Gazette
masthead
   About The Gazette Search Back Issues Contact Us    
The newspaper of The Johns Hopkins University February 4, 2008 | Vol. 37 No. 20
 
Surprises Stream Back From Mercury's MESSENGER

'The Spider' consists of more than 100 flat-floored troughs radiating from a central region. Nothing like this has been seen on Mercury or observed on the moon.
Photo courtesy NASA /JHU Applied Physics Laboratory / Carnegie Institution of Washington

APL-built spacecraft sends back images revealing clues to planet's uniqueness

By Paulette Campbell
Applied Physics Laboratory

After a journey of more than 2.2 billion miles and three and a half years, NASA's MESSENGER spacecraft made its first flyby of Mercury on Jan. 14. All seven scientific instruments worked flawlessly, producing a stream of surprises that is amazing and delighting the science team. The 1,213 images conclusively show that the planet is a lot less like the moon than many scientists previously thought, with features unique to this innermost world. The puzzling magnetosphere appears to be very different from what Mariner 10 discovered and first sampled almost 34 years ago.

"This flyby allowed us to see a part of the planet never before viewed by spacecraft, and our little craft has returned a gold mine of exciting data," said Sean Solomon, principal investigator and the director of the Department of Terrestrial Magnetism at the Carnegie Institution of Washington.

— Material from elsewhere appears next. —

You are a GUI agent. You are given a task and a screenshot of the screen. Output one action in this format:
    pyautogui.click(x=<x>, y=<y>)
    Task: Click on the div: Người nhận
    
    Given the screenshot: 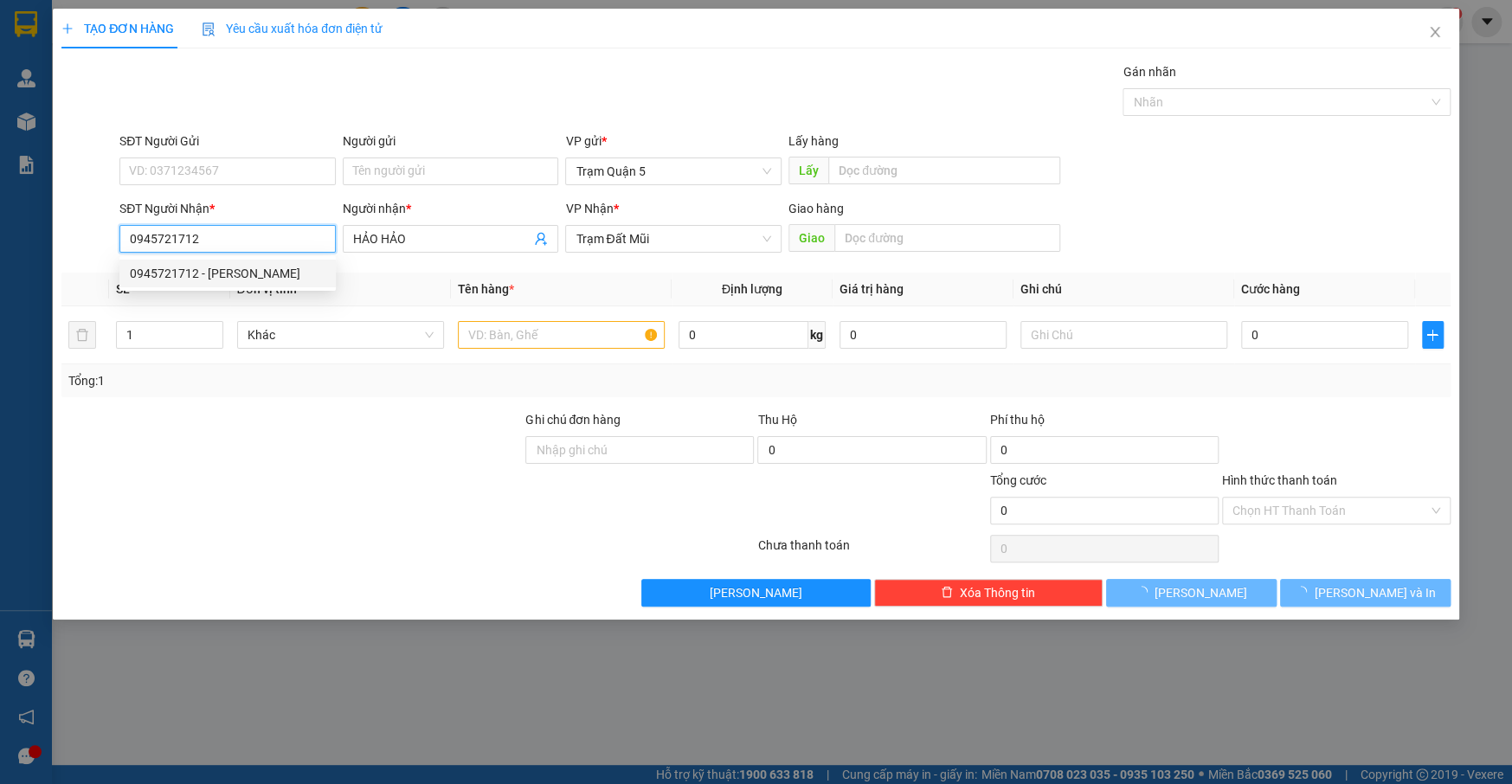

"From the perspectives of spacecraft performance and maneuver accuracy, this encounter was near perfect, and we are delighted that all of the science data are now on the ground," he said. "The science team appreciates that this mission required a complex flight trajectory and a spacecraft that can withstand the intense thermal environment near the sun. Without the hundreds of engineers and technicians at [Johns Hopkins'] Applied Physics Laboratory and all of the partner organizations who designed, assembled, tested and now operate the spacecraft, we would not have been able to make any of the scientific observations now in hand."

Science team co-investigator James Head, professor at Brown University and chair of the mission's Geology Discipline Group, said, "MESSENGER has shown that Mercury is even more different from the moon than we'd thought."

The tiny spacecraft discovered a unique feature that the scientists dubbed "the Spider." This type of formation has never been seen on Mercury, and nothing like it has been observed on the moon. It is in the middle of the Caloris basin and consists of more than 100 narrow, flat-floored troughs, called graben, radiating from a complex central region. "The Spider" has a crater near its center, but whether that crater is related to the original formation or came later is not clear at this time.

Unlike the moon, Mercury also has huge cliffs, or scarps, that snake up to hundreds of miles across the planet's face, tracing patterns of fault activity from early in Mercury's — and the solar system's — history. The high density and small size of Mercury combine to provide a surface gravity about 38 percent that of Earth and almost exactly the same as that of Mars, which is some 40 percent larger than Mercury in diameter. Because gravity is stronger on Mercury than on the moon, impact craters appear very different from lunar craters; material ejected during impact on Mercury falls closer to the rim, and many more secondary crater chains are present.

"We have seen new craters along the terminator on the side of the planet viewed by Mariner 10 where the illumination of the MESSENGER images revealed very subtle features," said science team co-investigator Robert Strom, professor emeritus at the University of Arizona and the only member of both the MESSENGER and Mariner 10 science teams. "Technological advances that have been incorporated in MESSENGER are effectively revealing an entirely new planet from what we saw over 30 years ago."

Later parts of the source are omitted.